CITYREP: A Unified Benchmark for Urban Representations Across Cities, Tasks, and Modalities
2026-05-25 • Artificial Intelligence
Artificial IntelligenceMachine Learning
AI summaryⓘ
The authors created CityRep, a new way to fairly test computer models that study cities. They noticed that previous tests were mostly done in a few places and sometimes gave too-good results because of how the data was split. CityRep checks models across many cities and tasks, using smarter ways to split data so the tests are more honest. Their tests showed that models can act very differently depending on the city and task. They shared everything openly to help others build better city-analysis tools.

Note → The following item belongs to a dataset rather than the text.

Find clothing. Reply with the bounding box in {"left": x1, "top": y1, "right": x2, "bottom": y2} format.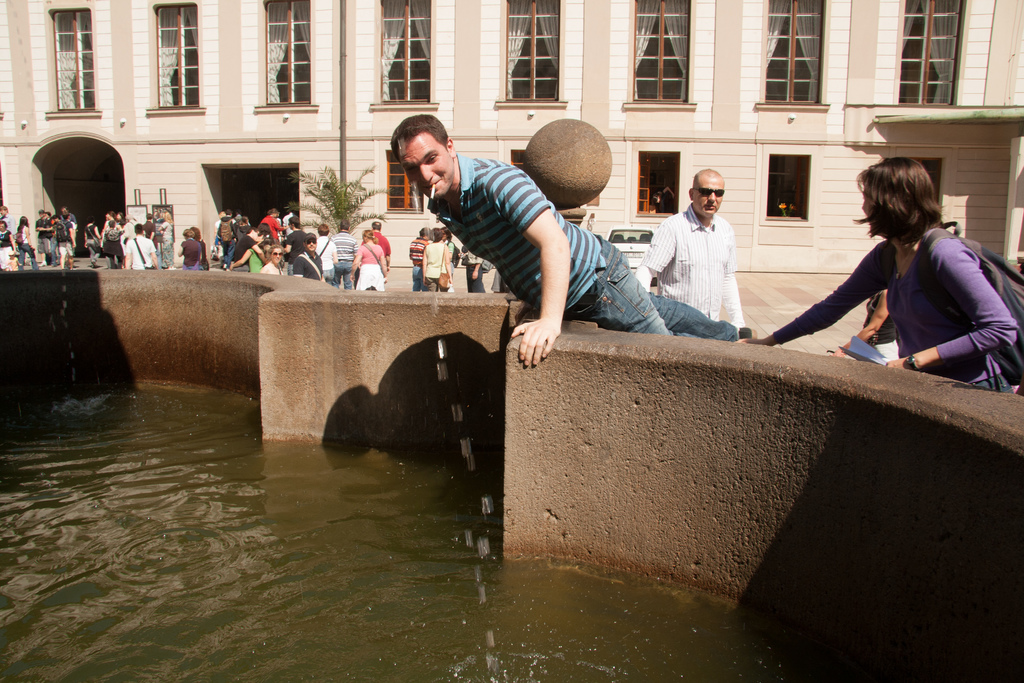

urban representation learningembeddingsspatial leakagedata splitbenchmarkcross-location generalizationclassificationregressiondistribution predictionfoundation models
Authors
Junyuan Liu, Xinglei Wang, Zichao Zeng, Jiazhuang Feng, Quan Qin, Ilya Ilyankou, Guangsheng Dong, Tao Cheng
Abstract
Urban representation learning encodes complex urban environments into general-purpose embeddings for diverse downstream tasks and emerging urban foundation models. However, current evaluations are limited, typically focusing on one or two cities and tasks and relying on random splits that introduce spatial leakage, leading to inflated performance and weak support for cross-location generalization and fair comparison. To address this, we propose CityRep, a unified benchmark that evaluates urban representations across data modalities, cities, and tasks using spatially structured splits. CityRep consists of three key components: (1) a spatial unit-agnostic evaluation framework that supports heterogeneous urban representations through a standardized alignment module; (2) a unified evaluation protocol using block-based spatial splits to mitigate spatial leakage and enable rigorous model comparison; and (3) an extensible multi-city, multi-task benchmark suite spanning 8 cities and 8 tasks across regression, classification, and distribution prediction. We evaluate 11 representative urban representation models. Results show that performance is highly sensitive to the split protocol, with random splits inflating scores and altering model rankings. We also observe substantial variability across cities and tasks, underscoring the need for generalization-aware evaluation. CityRep is released as a reproducible benchmark with datasets, evaluation pipelines, and diagnostic tools to facilitate fair comparison and support future research in urban representation learning towards urban foundation models.